Former Mets relief pitcher Adam Ottavino walks to the dugout...

Former Mets relief pitcher Adam Ottavino walks to the dugout after being taken out of the game against the Washington Nationals at Citi Field on July 9, 2024. Credit: Kathleen Malone-Van Dyke

By the time the Mets whimpered out of the regular season, they’d had eight pitchers suffer season-ending injuries and five undergo Tommy John surgery. It was, in a word, disastrous, but on Thursday, Adam Ottavino found a few more: “embarrassing” and “pathetic.”

Speaking on his “Baseball & Coffee” podcast, the former Mets reliever leveled a scathing criticism at Carlos Mendoza, saying the manager used his relievers “haphazardly,” leading to injury.
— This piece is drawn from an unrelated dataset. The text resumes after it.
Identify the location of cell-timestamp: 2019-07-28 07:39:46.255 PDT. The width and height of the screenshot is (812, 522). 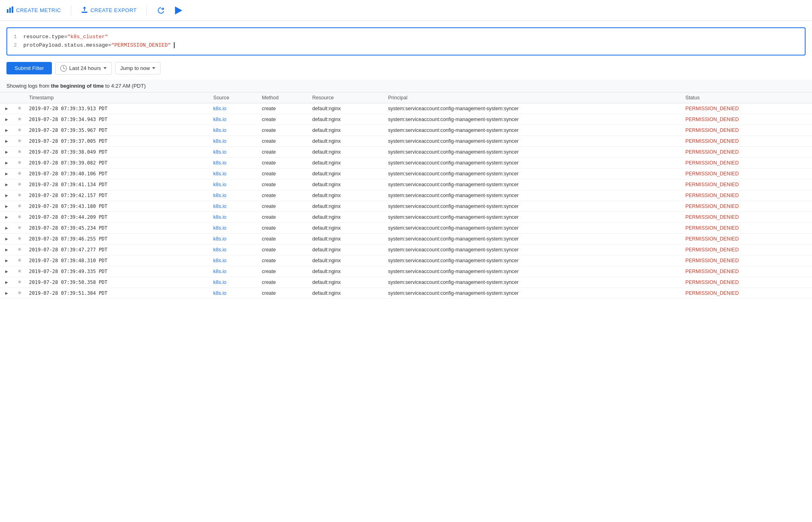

“This upsets me deep in my soul,” said Ottavino, who pitched for the team from 2022-24. “This is embarrassing. This is actually pathetic — like pathetic. I would have never let this happen if I was on the team last year. At least half these guys wouldn't have blown out. I would have protected these dudes myself. I would have [jumped] in front of them myself. Unfortunately, there was nobody willing to stand up and talk to Carlos this year.”

Ottavino went on to say that Mendoza was “a really good ‘under stress’ manager” but lacked bedside manner when players got hurt.

“There's a lot of pressure for guys to play, even when they feel a little compromised,” he said. “I know that from the inside . . .  [Mendoza] has no idea what he's doing when it comes to bullpen guys and how to keep them healthy, or even really how to care about them at all. There's no communication there. There's no feel there.”

Ottavino’s comments are in stark contrast with those made by president of baseball operations David Stearns, who, at the general managers' meetings in Las Vegas earlier this month, said the Mets didn’t have a pitching injury problem.

“If you look at our injuries in our organizations, even at the major-league level, we certainly are not outliers relative to the league,” Stearns said. “This is an industry-wide phenomenon. I have a lot of confidence in our medical staff. I think we have a very good medical staff.

“I think what happened to us is that we had a string of injuries to pitchers who were pitching very well and then the replacements for when those guys got hurt, frankly, didn’t pitch very well, and it really exacerbated the injury issues we had. But I don’t think we have an issue with our training protocols or our workload protocols or anything like that.”

Tylor Megill, Dedniel Nunez, Danny Young, Frankie Montas and Reed Garrett suffered UCL tears in 2025 and Max Kranick went down with a flexor strain. In non-arm-related but season-ending injuries, A.J. Minter tore his left lat and Griffin Canning ruptured his left Achilles. Brooks Raley, Drew Smith and Christian Scott  had Tommy John surgery the previous year.

The Mets ended up using an MLB-record 46 different pitchers last season, and the injuries, short starts and porous bullpen were among the biggest reasons for their collapse.

“They need to do better, so I'm not going to sugarcoat that too much,” Ottavino said. “They should not be injuring this many pitchers, especially relief pitchers. There's no excuse for it. Spread it around a little bit in the first half, and then maybe . . . [you] won't blow through all your guys and have a total nosedive in the second half [where] nobody can get any outs and you're relying on a bunch of pitchers that you didn't want on the staff in the first place.”

He said he hopes treating relievers as disposable "is not an actual strategy" because "eventually people will catch on."

Ottavino also called on players to advocate for themselves because "the team is not going to keep them healthy."

"It's funny, [the Mets] were bragging about how good they were at keeping people healthy the year before, when it had nothing to do with them. So yeah, I'm a little annoyed, because these are guys that should be playing."